Meet Cookie Crum

HONORARY GUEST - 2014

Cookie Crum started her lifelong love of motorcycling at a very early age. She was just 14 years old, sitting in a high school classroom, when any motorcycle going by would distract her from the requisite shorthand lesson. When she saw a young woman from New York riding her own motorcycle, she promptly decided that she too must ride her own.

While on a family vacation, teenaged Cookie had the opportunity to visit an amusement park that included a Motor Drome show. She fell in love with the shows and watched them over and over. Little did she know at the time that she’d soon be the one out there performing.
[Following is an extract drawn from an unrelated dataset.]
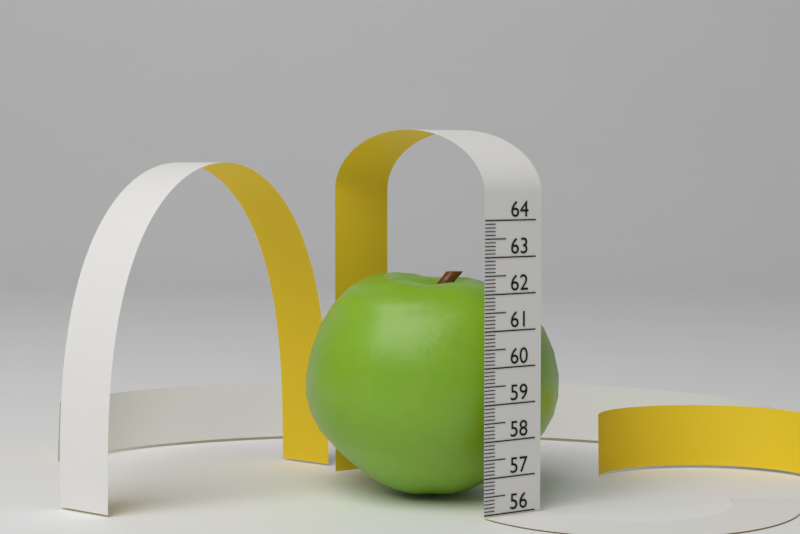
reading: 62.4 (no unit)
In 1949, Cookie read this ad in the Sarasota Herald: “Travel and Adventure. Will teach personable girl with nerve and courage to become a motorcycle exhibition rider in a Motor Drome.” Eighteen-year-old Cookie was offered the job and spent the next eight years riding the “Wall of Death.” Cookie got married, had a baby girl (who spent the first eight years of her life being watched by all the carnies and spending most of her time on the pony ride), divorced, and re-married.

Cookie was known as “Miss Cookie:  Queen of the Daredevils.” While Cookie will tell you she loved riding the wall, it was a truly dangerous job, and she was fortunate not to have any major injuries during her years of doing so.

In 1959, Cookie and her husband purchased a Harley-Davidson dealership in Medford, Oregon. She and her husband started the Crater Cruisers Motorcycle Club, and Cookie served as a member and state director of the Motor Maids. Throughout her career at the Motor Drome and her time as a Harley dealer, Cookie encouraged many people—women and men—to become riders. Her love of motorcycling never wavered, and she continually shared that love with everyone she came in contact with.

In the mid-1960s, Cookie divorced for a second time when she and her husband closed the dealership and went their separate ways. She continued her involvement in motorcycling and has since ridden in just about every charity ride available, benefiting such organizations as Muscular Dystrophy, March of Dimes, Shriners Hospital for Children, Easter Seals and many others. 

In 1982, Cookie started a chapter of the Gold Wing Road Riders of America in Medford, OR. It was through this group that she met Bob Crum. Bob was the Northern California State director for the Gold Wing Road Riders of America. En route to Medford for a Rally, he had a flat tire. He had his member directory handy, and found Cookie at home. She offered him a refuge for the night, and he’s apparently never left. The two were married aboard their Gold Wings at the MGM Grand in Reno, sealing her fate of being “Cookie Crum.”

Cookie always made friends on two wheels through her continued involvement. She was a Charter Life Member of the A.M.A. and was a member of the Sand Slingers Motorcycle Club of Sarasota, FL; Crater Cruisers Motorcycle Club of Medford, OR; the South Oregon FLH Dressers Motorcycle Club; Rogue Valley Road Riders & GWRRA Chapter C in Medford, OR; the Motor Maids; Retreads; and she was Goldwing Touring Association member #3. She was even “adopted” by the Rose City, OR H.O.G. Chapter.

It was with heavy hearts that we said goodbye to Cookie in 2015. Find out more about the life of this inspiring woman and the legacy she left behind, in the Sturgis Rider News Blog article “Queen of Hearts – The Story of Cookie Crum.”  and is missed deeply.